The Oberlin Review
<< Front page News April 7, 2006

Overcoming Challenges, Drag Ball Will Survive
Behind the Scenes at Drag Ball: Glamour Meets Nitty-Gritty
 
Get ready: Organizers are already setting up for the big event, set to take place Saturday night.
 

Drag Ball exploded eight years ago under Student Union Associate Director Chris Baymiller, OC ’71, who expanded the event’s parameters to encompass all of Wilder and tapped into Student Union budgets to help with its financing.

Baymiller still helps some with fundraising, but the show is essentially run by students. This year, Monk received most of his organizational support from junior Linda Jagge and junior Nickie Hill, who will be next year’s head organizers. In terms of gaining experience, Monk said the experience of Drag Ball organizer has been well worth the time.

“It takes a lot of work to get all this shit done,” he said. “Now that I know how to do it, I feel sort of uniquely qualified to plan these sorts of events.”

Although some consider the $12 per student price too expensive, Monk said the event never makes a profit. The entire budget for the ball is between $28,000 and $32,000 dollars. Two of the priciest items on the budget are the $10,000 lighting scheme and the $12,000 reimbursement of student workers.

Students who work for the Student Union have Drag Ball weekend work requirements automatically in their contracts, but Monk said they are often not needed for as many hours as they are allotted.

“What we’re working on with the Student Union is to have a little bit of Drag Ball funding built into their budgets, so we can just count on that every year,” he said. “If I could just get my staffing paid for, that $12,000 would take off a huge amount of pressure.”

Drag Ball 2006 starts Saturday night at 9:30 p.m. Pre-judging for the runway competition, which takes place from opening to around 11 p.m., is open for public participation.

“The pre-judges are basically to separate the proverbial men from the boys, like who did a really good job and who’s just a boy in a dress,” said Monk.

From that group, 30 people are selected to compete in the runway competition on the stage.

This year’s judges are CDS employee Denise Capers from Stevenson, Director of the Multicultural Resource Center Director and Associate Dean of Students Eric Estes and celebrity guest judge Sharon Gless. Monk described Gless as a sort of “inter-generational superstar” actress: she is best known for her role as Chris Cagney on the 1980s TV show Cagney and Lacey and more recently as Debbie on Queer as Folk (2000).

“People seem to like the celebrity judge thing,” said Monk. “It lent a little bit of glamour to the whole event.”

Though her fame as an actress is her most visible qualification for guest judge, Gless is also grandmother to Oberlin first-year student Hailey Laws. Though Monk gives credit where it’s due to Laws for recruiting her grandmother, he still takes some personal pride:

“The fact that I got Sharon Gless to come is so exciting I might actually crap my pants.”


### EXERCISE DESCRIPTION
Scan the material below, then work out how many of its lines contain the word "callout"; reply with that number only.

### INPUT MATERIAL

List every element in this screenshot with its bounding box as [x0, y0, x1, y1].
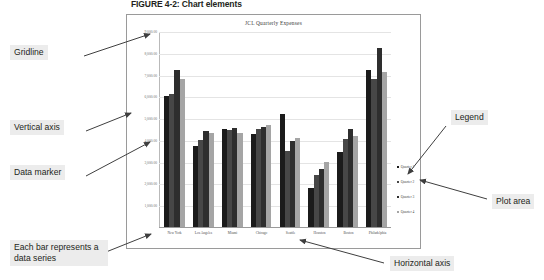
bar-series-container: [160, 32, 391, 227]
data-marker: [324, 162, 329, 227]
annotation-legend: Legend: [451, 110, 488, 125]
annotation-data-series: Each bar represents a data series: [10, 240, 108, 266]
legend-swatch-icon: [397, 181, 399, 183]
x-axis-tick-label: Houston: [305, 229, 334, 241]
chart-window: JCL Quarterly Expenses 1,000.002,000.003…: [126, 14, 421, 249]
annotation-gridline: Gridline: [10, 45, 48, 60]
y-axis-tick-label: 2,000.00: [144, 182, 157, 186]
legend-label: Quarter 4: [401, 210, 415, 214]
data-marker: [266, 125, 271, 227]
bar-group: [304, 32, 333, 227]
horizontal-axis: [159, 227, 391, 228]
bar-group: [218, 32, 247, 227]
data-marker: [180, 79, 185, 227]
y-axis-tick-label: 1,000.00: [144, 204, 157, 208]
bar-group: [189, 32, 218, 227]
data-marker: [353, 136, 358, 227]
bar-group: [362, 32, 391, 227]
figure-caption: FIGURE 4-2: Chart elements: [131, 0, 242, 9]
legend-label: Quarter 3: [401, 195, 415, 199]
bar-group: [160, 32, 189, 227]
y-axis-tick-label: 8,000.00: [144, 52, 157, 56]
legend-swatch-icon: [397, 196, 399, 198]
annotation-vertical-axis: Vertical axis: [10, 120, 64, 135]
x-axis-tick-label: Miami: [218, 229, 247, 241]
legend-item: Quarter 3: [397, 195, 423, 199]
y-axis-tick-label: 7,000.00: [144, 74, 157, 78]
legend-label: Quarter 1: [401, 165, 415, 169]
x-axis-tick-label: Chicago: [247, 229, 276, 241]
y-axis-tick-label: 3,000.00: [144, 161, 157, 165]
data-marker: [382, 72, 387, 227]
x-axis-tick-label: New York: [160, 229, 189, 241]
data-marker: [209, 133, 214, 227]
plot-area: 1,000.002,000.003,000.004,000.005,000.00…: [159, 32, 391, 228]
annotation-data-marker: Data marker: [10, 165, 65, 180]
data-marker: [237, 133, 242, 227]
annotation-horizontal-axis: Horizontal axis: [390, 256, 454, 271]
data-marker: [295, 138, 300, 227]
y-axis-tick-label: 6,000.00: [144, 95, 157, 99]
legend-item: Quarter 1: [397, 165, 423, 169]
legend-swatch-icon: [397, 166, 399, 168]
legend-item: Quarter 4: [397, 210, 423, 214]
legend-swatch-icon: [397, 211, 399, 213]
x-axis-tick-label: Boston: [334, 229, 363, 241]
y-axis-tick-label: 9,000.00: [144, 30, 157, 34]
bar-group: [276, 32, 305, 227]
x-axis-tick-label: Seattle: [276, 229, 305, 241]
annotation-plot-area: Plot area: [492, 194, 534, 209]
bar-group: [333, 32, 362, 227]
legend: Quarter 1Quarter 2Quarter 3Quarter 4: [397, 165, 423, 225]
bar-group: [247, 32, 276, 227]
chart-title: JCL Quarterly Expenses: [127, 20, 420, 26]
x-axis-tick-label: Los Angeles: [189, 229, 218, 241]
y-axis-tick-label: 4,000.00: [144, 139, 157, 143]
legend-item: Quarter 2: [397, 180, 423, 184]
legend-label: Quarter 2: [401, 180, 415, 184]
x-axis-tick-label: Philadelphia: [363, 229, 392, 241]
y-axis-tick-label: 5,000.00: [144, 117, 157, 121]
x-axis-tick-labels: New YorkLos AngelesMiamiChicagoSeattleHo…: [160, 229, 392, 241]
* * *
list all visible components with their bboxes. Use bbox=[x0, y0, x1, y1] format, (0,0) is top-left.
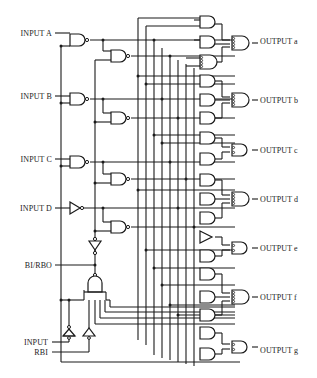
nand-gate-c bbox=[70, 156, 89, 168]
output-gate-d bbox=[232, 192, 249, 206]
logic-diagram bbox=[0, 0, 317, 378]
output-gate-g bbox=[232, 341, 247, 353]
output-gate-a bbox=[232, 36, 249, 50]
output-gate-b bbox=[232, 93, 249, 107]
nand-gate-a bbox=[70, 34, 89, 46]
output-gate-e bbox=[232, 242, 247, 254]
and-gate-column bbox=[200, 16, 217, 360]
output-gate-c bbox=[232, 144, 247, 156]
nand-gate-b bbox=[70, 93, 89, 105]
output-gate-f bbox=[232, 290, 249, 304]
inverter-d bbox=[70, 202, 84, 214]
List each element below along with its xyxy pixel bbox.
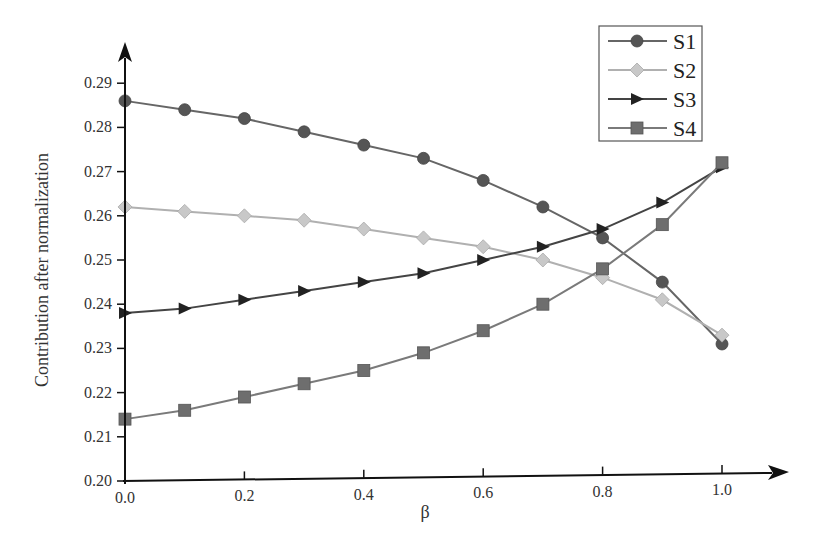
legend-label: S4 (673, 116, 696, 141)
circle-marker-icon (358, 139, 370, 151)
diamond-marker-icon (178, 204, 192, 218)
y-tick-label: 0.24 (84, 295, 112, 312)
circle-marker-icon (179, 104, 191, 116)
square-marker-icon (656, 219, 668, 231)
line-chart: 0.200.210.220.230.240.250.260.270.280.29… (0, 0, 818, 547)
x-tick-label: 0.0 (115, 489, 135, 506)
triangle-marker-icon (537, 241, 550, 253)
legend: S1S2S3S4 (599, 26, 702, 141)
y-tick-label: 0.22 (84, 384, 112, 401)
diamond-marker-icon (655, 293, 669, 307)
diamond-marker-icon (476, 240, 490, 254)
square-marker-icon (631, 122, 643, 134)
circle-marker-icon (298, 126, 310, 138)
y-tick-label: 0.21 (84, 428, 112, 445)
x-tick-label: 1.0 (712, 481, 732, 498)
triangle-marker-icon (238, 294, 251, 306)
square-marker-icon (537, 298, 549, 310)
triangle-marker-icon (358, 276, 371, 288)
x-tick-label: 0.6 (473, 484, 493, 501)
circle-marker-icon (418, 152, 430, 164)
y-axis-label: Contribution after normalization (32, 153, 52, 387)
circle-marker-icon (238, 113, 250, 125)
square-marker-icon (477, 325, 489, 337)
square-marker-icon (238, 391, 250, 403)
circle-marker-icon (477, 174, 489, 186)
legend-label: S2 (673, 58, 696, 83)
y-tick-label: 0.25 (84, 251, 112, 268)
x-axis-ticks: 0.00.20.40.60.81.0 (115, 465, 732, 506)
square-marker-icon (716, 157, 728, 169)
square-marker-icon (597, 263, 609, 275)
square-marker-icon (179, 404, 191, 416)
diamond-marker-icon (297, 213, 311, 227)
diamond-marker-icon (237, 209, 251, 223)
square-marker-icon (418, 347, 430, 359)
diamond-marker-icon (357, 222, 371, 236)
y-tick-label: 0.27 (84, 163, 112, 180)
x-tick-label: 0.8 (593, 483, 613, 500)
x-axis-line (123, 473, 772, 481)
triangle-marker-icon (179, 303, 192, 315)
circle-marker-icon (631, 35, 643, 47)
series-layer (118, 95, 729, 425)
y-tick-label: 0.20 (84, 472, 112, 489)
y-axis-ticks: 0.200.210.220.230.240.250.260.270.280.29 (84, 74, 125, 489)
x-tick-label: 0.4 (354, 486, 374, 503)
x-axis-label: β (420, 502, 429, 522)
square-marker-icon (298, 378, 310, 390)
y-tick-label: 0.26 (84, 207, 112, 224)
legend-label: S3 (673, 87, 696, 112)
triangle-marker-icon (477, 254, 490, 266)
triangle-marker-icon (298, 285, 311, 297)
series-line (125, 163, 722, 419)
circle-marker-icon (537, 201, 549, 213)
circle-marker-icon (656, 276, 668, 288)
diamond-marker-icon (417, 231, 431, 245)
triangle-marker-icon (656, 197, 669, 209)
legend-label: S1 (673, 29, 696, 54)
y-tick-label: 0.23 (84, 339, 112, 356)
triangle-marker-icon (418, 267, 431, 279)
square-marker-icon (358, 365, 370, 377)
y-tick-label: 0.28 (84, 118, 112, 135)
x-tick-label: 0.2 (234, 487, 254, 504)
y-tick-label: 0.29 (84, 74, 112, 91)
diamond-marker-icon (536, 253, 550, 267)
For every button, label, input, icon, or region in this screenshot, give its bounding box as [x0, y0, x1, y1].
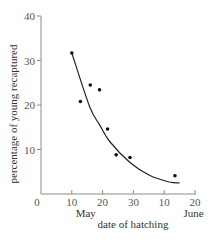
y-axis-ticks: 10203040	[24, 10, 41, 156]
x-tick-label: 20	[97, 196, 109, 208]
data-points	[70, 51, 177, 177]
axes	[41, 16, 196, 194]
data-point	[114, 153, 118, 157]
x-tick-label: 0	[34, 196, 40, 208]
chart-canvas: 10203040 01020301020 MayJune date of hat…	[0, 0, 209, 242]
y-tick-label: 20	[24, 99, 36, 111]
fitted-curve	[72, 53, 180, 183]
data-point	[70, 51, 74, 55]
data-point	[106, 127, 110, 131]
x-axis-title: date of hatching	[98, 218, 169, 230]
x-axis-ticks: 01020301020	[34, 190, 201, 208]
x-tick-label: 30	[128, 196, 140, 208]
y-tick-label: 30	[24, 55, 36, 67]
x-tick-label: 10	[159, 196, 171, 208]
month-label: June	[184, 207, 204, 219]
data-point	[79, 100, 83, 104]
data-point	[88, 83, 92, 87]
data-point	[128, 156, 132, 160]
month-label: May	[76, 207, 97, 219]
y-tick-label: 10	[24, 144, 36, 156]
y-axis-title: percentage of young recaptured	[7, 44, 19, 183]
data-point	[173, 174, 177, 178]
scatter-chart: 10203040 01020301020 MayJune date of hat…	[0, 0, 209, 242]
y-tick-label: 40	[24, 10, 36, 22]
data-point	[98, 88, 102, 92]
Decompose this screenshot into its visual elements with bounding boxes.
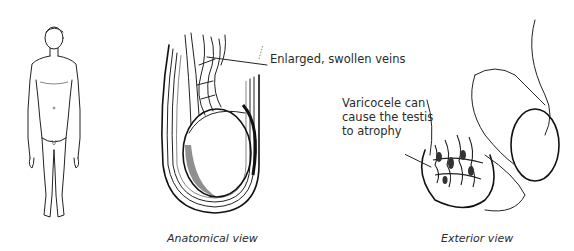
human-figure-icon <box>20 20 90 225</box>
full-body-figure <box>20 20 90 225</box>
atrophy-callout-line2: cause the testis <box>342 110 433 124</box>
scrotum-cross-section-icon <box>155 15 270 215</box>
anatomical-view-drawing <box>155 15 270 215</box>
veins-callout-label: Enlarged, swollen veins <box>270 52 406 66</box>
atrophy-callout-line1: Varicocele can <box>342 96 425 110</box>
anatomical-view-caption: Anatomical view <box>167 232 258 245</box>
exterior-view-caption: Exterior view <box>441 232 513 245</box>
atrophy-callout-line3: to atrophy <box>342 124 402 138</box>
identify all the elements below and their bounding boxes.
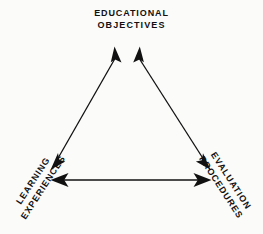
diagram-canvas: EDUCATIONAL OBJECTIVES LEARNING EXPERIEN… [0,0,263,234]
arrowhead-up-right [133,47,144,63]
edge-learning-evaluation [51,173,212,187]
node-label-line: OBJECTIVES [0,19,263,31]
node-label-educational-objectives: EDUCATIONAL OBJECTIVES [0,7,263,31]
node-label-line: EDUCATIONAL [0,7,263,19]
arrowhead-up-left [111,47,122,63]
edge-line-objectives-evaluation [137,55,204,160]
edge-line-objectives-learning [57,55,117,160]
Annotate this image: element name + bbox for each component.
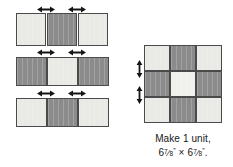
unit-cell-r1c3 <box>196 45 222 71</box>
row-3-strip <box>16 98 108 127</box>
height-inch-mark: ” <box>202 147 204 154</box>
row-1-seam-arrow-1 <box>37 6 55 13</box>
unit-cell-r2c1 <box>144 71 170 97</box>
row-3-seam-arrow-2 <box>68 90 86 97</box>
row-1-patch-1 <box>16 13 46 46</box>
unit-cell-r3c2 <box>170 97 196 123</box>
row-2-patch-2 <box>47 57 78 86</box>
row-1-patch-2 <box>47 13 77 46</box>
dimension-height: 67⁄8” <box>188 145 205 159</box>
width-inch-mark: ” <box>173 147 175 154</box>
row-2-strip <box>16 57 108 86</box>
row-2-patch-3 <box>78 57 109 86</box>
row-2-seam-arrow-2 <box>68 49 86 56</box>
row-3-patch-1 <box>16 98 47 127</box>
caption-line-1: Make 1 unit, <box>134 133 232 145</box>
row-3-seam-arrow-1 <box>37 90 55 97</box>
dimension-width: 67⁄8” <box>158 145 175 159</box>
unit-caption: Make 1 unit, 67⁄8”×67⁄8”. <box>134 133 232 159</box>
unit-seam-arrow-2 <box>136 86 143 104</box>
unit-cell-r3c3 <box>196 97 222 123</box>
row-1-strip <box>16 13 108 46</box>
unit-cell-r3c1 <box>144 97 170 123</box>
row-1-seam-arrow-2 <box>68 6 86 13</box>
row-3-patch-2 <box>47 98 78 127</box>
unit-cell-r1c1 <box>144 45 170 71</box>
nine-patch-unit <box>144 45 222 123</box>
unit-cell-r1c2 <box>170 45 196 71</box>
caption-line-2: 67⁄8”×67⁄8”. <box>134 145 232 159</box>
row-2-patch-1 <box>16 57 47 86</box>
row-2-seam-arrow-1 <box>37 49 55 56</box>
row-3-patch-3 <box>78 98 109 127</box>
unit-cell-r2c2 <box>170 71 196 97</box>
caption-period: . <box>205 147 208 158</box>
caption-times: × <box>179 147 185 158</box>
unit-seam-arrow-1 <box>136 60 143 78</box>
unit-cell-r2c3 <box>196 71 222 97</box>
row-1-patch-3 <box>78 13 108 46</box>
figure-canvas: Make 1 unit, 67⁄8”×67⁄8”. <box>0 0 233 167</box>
==
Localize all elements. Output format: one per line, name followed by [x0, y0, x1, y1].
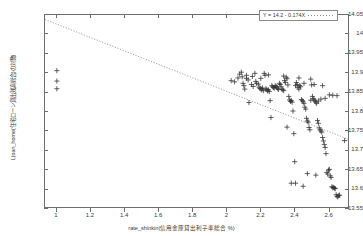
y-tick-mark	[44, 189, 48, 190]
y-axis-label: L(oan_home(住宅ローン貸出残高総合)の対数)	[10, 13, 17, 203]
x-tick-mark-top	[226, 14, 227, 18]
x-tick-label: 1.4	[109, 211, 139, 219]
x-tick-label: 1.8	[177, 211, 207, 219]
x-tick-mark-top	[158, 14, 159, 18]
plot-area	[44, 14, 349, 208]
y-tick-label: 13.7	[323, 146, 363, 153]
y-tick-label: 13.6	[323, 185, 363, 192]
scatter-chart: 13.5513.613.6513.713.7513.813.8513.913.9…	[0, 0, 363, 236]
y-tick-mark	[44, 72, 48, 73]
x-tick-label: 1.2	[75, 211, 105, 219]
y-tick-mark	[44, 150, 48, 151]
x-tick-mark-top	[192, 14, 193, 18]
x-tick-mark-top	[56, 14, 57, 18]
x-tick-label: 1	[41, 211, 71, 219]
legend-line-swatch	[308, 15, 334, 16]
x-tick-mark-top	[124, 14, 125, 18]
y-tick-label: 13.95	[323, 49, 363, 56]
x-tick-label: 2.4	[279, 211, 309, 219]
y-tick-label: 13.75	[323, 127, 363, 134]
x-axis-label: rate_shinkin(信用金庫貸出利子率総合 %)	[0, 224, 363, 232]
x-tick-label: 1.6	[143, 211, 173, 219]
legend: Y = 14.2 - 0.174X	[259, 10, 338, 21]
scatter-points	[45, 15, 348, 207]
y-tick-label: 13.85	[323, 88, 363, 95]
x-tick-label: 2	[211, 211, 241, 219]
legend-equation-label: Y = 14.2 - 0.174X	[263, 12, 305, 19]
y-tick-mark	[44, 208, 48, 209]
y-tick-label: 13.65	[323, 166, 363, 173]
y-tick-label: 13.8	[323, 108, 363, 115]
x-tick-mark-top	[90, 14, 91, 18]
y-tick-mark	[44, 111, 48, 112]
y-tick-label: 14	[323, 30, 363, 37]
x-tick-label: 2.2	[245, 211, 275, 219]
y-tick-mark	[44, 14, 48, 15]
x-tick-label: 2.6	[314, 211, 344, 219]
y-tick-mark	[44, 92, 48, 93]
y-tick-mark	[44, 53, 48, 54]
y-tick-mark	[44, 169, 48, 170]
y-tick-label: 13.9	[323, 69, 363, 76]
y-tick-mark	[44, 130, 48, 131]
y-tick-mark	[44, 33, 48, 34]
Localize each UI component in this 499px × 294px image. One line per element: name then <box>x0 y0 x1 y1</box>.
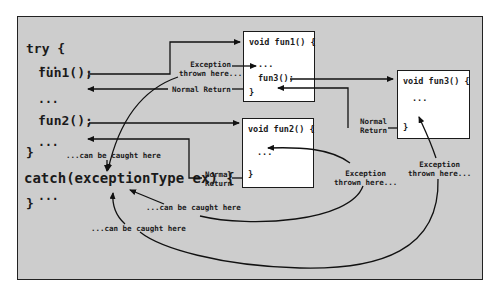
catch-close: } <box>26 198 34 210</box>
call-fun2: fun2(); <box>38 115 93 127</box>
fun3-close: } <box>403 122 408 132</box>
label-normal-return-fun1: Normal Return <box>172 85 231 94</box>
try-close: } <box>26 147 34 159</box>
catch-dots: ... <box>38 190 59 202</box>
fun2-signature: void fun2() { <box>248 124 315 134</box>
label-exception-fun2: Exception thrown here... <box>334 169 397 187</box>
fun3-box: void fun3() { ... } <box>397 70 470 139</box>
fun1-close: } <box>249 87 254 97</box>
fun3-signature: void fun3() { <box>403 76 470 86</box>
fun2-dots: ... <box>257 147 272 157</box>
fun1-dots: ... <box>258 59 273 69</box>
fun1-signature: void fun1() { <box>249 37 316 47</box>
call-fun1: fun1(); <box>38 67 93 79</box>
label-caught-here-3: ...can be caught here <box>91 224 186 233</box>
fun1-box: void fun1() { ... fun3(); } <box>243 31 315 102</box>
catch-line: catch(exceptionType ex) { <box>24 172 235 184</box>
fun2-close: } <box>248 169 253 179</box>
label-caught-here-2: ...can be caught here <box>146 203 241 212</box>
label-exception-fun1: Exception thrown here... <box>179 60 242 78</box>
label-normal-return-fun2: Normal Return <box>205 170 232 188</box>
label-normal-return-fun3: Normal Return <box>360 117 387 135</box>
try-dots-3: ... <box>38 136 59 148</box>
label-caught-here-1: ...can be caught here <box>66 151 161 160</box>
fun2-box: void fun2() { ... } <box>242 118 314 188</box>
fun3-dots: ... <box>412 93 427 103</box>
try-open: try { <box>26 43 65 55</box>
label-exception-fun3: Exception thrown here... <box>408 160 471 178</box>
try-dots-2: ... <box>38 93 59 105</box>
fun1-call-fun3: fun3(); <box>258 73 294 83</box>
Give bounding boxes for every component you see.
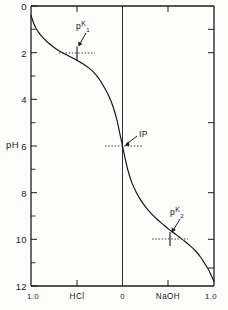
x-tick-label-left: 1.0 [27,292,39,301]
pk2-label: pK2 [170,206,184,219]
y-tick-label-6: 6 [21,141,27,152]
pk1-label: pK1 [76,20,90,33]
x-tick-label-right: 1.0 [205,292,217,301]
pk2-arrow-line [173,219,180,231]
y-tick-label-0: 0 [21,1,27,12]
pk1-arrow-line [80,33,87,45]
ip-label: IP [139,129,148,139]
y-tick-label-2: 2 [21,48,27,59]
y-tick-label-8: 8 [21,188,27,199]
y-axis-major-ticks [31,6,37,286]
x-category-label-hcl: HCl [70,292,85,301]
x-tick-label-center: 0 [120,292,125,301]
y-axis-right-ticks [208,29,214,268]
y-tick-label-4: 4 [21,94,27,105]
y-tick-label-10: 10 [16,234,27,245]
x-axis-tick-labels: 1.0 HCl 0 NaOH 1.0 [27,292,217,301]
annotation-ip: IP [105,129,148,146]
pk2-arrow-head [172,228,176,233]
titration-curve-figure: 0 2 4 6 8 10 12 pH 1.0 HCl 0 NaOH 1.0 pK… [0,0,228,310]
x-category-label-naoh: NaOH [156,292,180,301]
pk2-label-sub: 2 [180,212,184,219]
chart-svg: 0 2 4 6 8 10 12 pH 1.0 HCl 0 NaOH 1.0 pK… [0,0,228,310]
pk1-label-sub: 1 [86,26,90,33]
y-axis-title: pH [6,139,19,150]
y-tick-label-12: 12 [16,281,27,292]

### ANSWER
4